The Second World War is drawing to a close, but the world is far from …

Evocative, vivid and horrifying

5 stars

In The Shadow Of Wolves by Alvydas Slepikas is newly published in an English translation and I was very impressed with Romas Kinka's work in preserving the Slepikas' stark prose. In common with How We Disappeared it brings to light a forgotten aspect of World World War Two, in this case the plight of destitute German women and children forcibly evicted by resettling Russian soldiers and civilians. I was intrigued by eerily similar scenes to those I recently encountered in The Hare With Amber Eyes depicting people being forced from their homes purely on account of their ancestry. There Germans perceived starving Jews as little more than animals; here, just a few years later, Russians talk of starving Germans in identical terms.

I feel that In The Shadow Of Wolves is an important novel to read and talk about even though the actuality of reading it is not a pleasant experience. Don't get me wrong - I loved the evocative writing and vivid portrayals of people and place, but that clarity of description is extremely difficult to bear. An East Prussian winter is bitterly cold, even more so when one's home is a woodshed and 'meals' more often than not are boiled water, perhaps with raspberry stalks for a little flavour. The chill emanates from every page.

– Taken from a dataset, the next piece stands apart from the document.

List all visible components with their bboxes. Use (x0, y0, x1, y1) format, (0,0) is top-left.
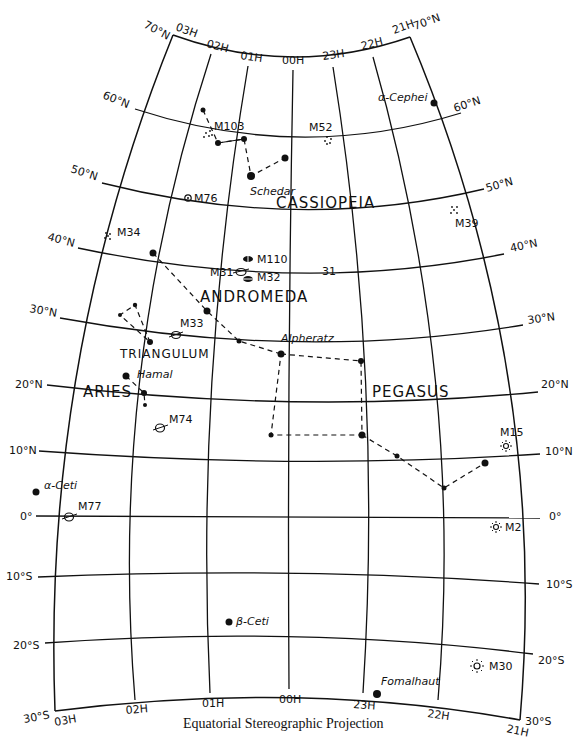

There were frozen corpses along the side of the road and, at a little distance from the road people were sitting on logs. The children asked: 'Why are they doing that, what are they waiting for?' Lotte explained. 'They're dead, they couldn't walk anymore, they sat down and froze.'

That quote was one of the most shocking moments for me. Not so much that people had simply sat down knowing they would die as a result, but that those still walking past could be so matter-of-fact about it. This horror has become normality. That anyone could have survived these years is astonishing, yet this novel incorporates the memories of some of these wolf children whom Slepikas talked to. In The Shadow Of Wolves is a timely literary reminder of just how easily everything can be lost when intolerance is allowed to thrive.